I draw a simple cylinder radius=10, height=20. I make it into a group and show the entity info box, the volume Sketchup calculates for this cylinder is = 6211.66 mm³
Enter the data cylinder into Excel and use the V=PI x R2 x H formula and the volume computes = 6283,19
It probably has to do with the fact that SU doesn’t draw actual arcs or circles. They are segmented. If you increase the number of segments in the circle the volume will get closer to the exel number.
Thank you Shep, that did the trick. I redrew the cylinder with 1000 segments and the volume came close enough for me: 6283.14 mm³ vs 6283.19 from Excel!
I came to report this bug, as well. I understand the problem is with the segment count, but this shouldn’t be a valid excuse for incorrect values, regardless of how many segments the circle has. This means it applies to circle area and cylinder volume. The calculation functions should calculate the area using the circles actual radius (pi r squared). Surely, this can’t be too difficult to fix! “close enough”.isn’t a very good solution.
OP drew a shape close enough (for the eye) to look like a cilinder.
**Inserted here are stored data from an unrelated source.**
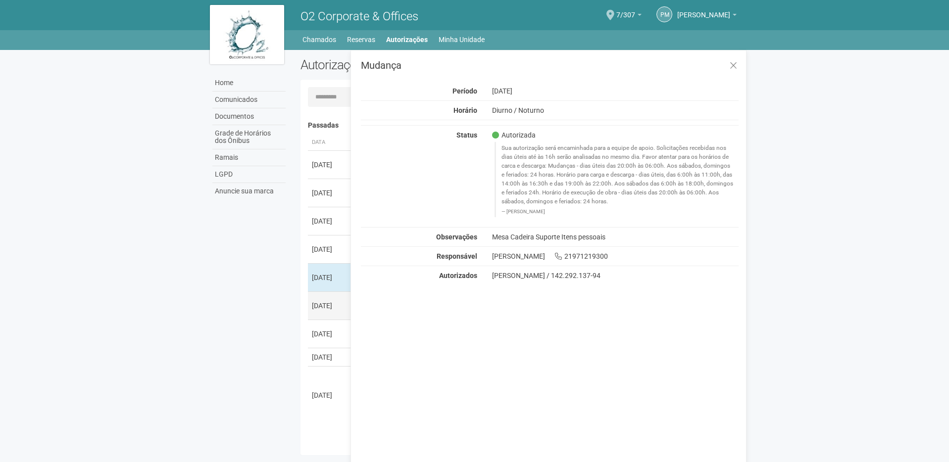 This screenshot has width=949, height=462. Describe the element at coordinates (249, 117) in the screenshot. I see `a: Documentos` at that location.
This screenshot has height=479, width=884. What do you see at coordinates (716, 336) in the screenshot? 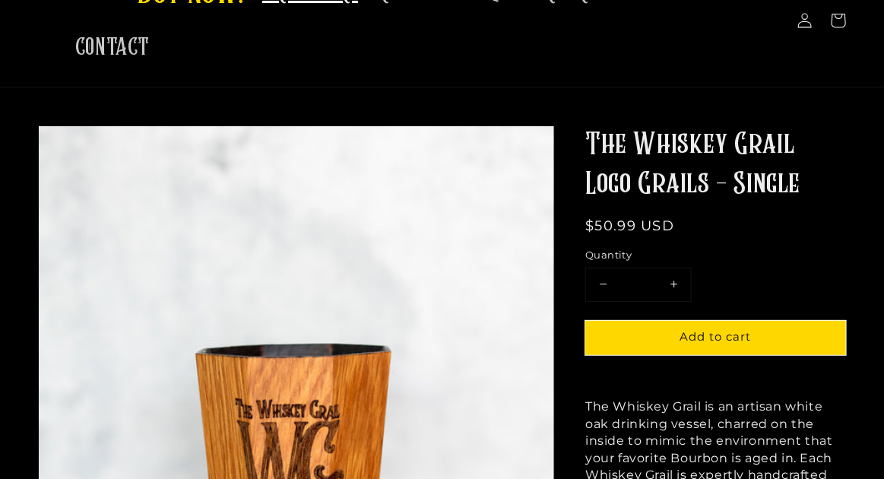
I see `span: Add to cart` at bounding box center [716, 336].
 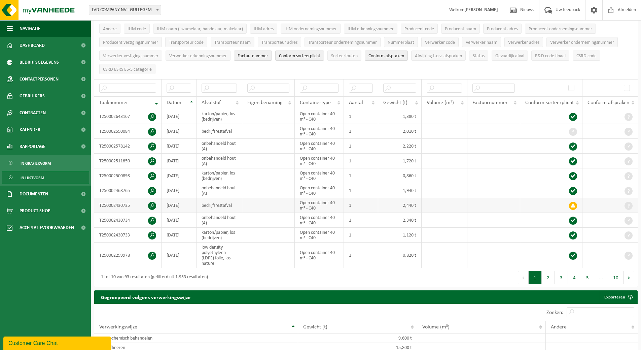 I want to click on span: Afwijking t.o.v. afspraken, so click(x=439, y=56).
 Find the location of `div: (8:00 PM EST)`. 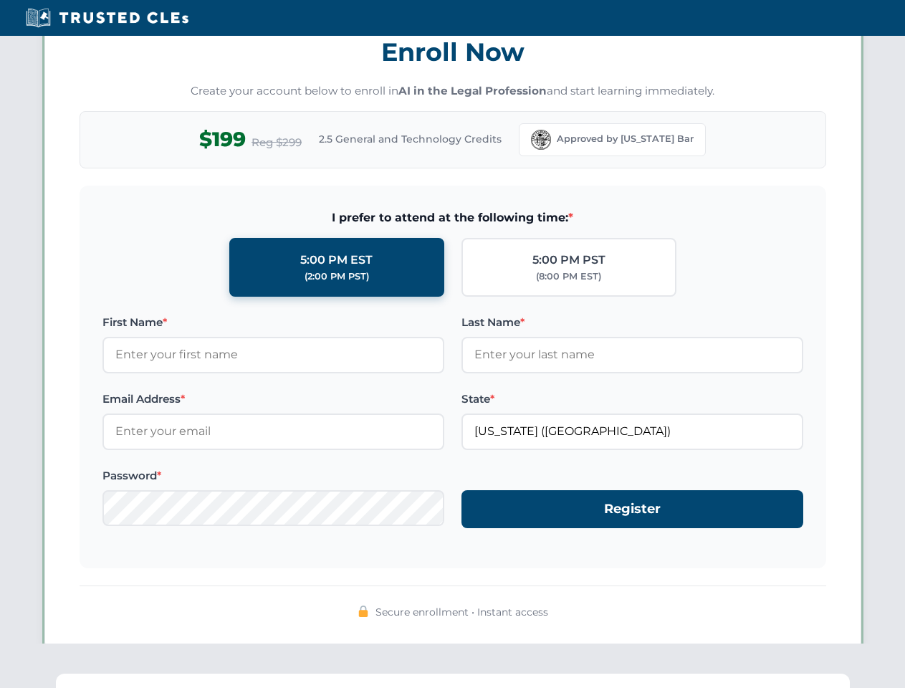

div: (8:00 PM EST) is located at coordinates (568, 276).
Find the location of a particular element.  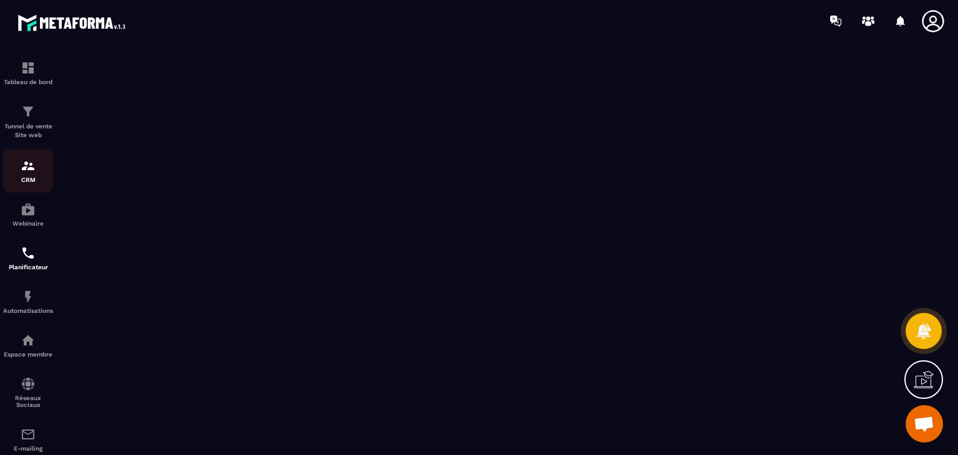

p: Tunnel de vente Site web is located at coordinates (28, 131).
And that is what SketchUp uses to calculate the volume of. It is what it is: very accurate!
The user can create the shape even closer to a perfect cilinder. And again, SketchUp will give you a more accurate value of its volume.
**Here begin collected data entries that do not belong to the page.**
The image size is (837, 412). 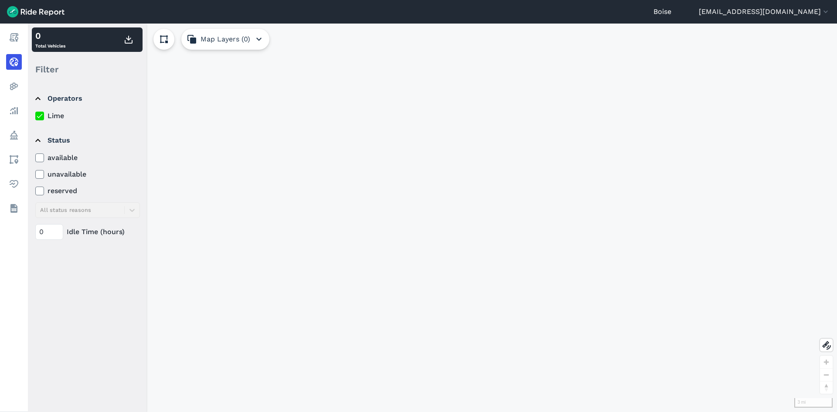 I want to click on a: Analyze, so click(x=14, y=111).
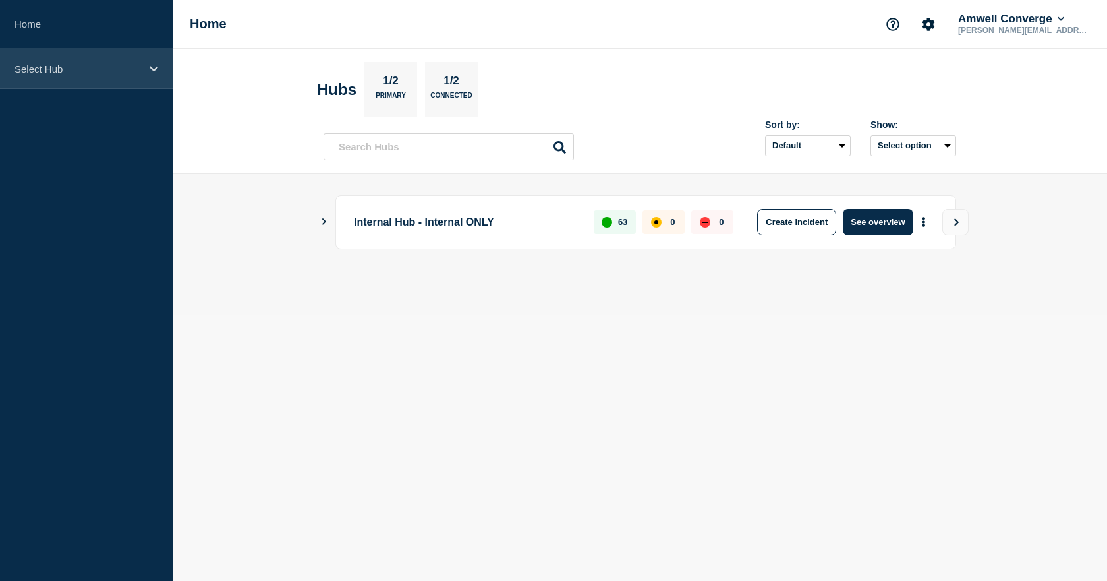  I want to click on h1: Home, so click(208, 24).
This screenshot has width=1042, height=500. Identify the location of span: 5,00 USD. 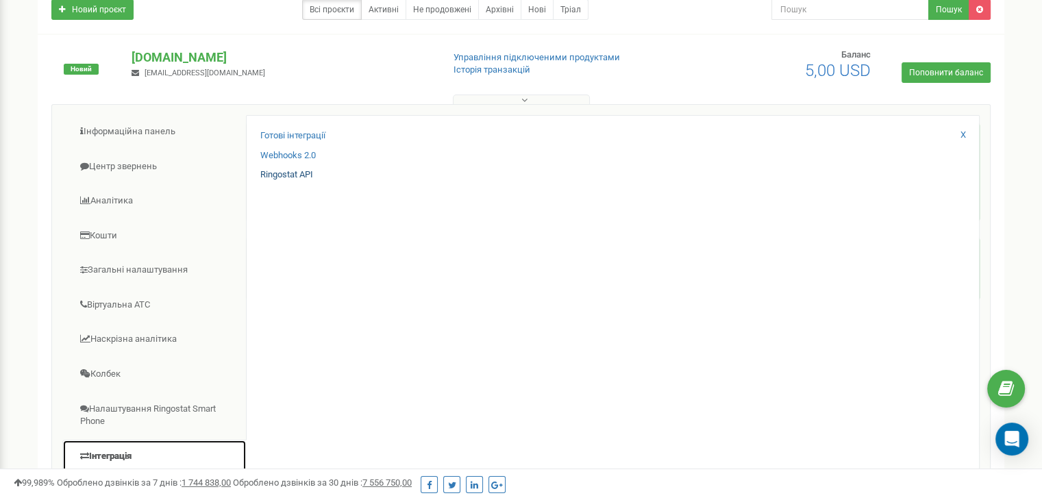
(838, 71).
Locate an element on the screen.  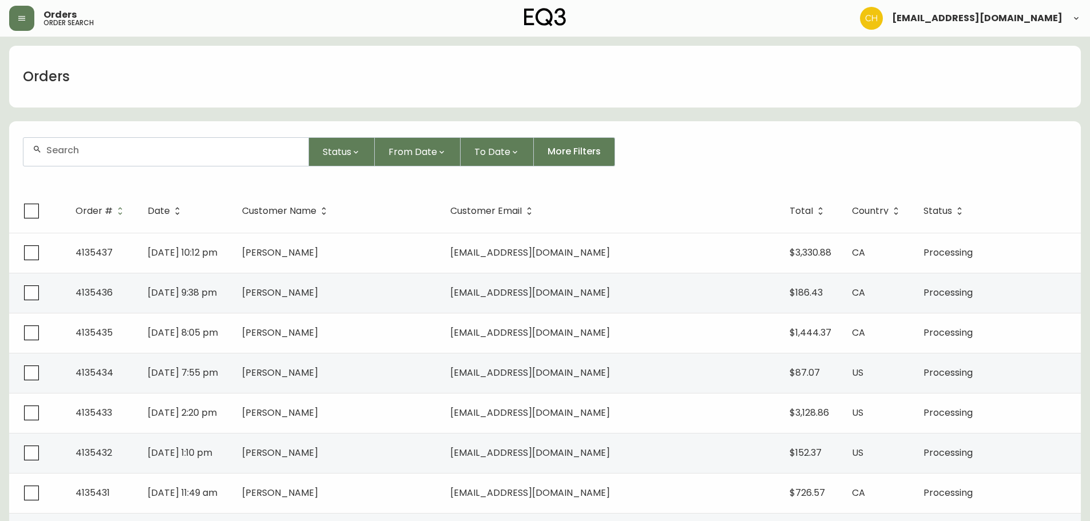
button: From Date is located at coordinates (418, 152).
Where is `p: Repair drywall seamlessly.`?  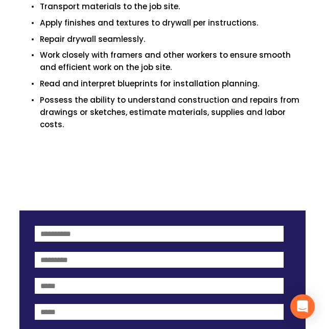
p: Repair drywall seamlessly. is located at coordinates (173, 39).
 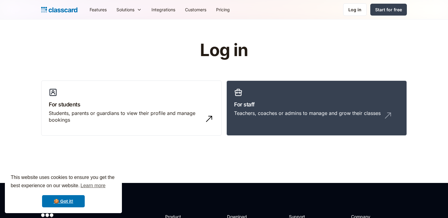 What do you see at coordinates (389, 9) in the screenshot?
I see `a: Start for free` at bounding box center [389, 9].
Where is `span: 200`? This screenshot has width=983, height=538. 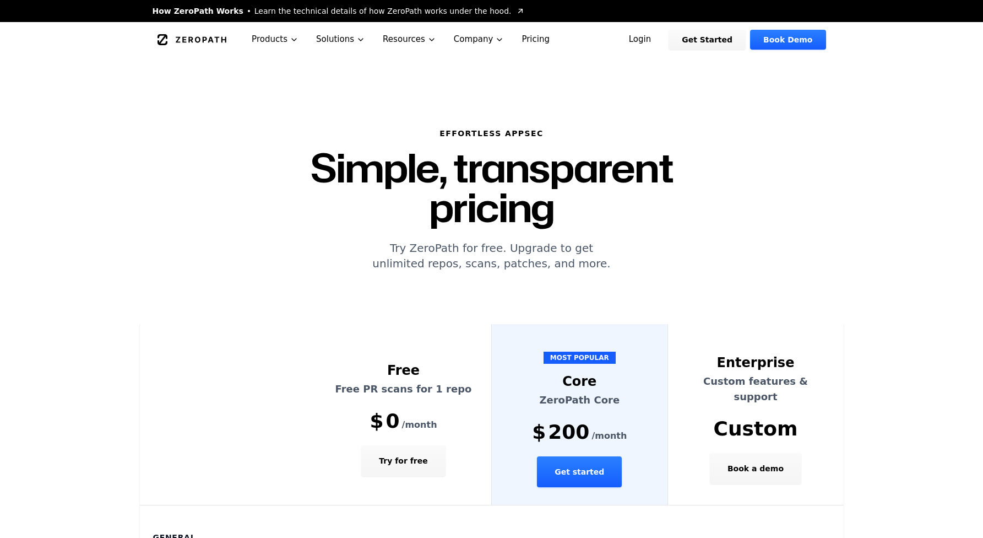 span: 200 is located at coordinates (568, 432).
Its up to you how accurate you create the/a shape. Result of the volume… : accurate value
I do hope SketchUp will not be fixed to give us the wrong value, that of the 100% perfect cilinder that in fact isn’t there.
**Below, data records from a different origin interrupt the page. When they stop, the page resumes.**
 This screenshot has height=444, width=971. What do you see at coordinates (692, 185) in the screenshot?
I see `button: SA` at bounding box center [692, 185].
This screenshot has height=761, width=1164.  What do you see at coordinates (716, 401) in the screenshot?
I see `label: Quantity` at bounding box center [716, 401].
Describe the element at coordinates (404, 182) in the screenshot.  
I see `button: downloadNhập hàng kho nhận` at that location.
One potential problem is that a circle is not a fundamental shape in SketchUp, it is a polygon with some attached metadata about the parameters of the circle it represents (view that as a kludge if you like). Various kinds of edits force SketchUp to discard the metadata, at which point a loop of edges is all that remains. That will affect the calculated area and volume, and the ability to change the radius or segment count will be lost I think.
Making a circle be a fundamental shape would most likely require a major rewrite of SketchUp’s geometry database.
I think the issue might come from the metadata system.
When you use the circle tool, you don’t trace a disc (the face). you trace a circle (the lines).
the lines have a circle metadata that allows them to have their perimeter properly calculated. But the disc (face) is simply the result of having a set of closed-loop coplanar lines. The face isn’t therefore a disc but whatever is defined by the circle. Therefore it can’t have an area measured by the formula.
Same for the cylinder, a disc extruded in 3d.
SU is a software that is based on lines, vertices, that generate faces. not the opposite. I get it’s very “egg or chicken, who came first”, but in this case it actually matters.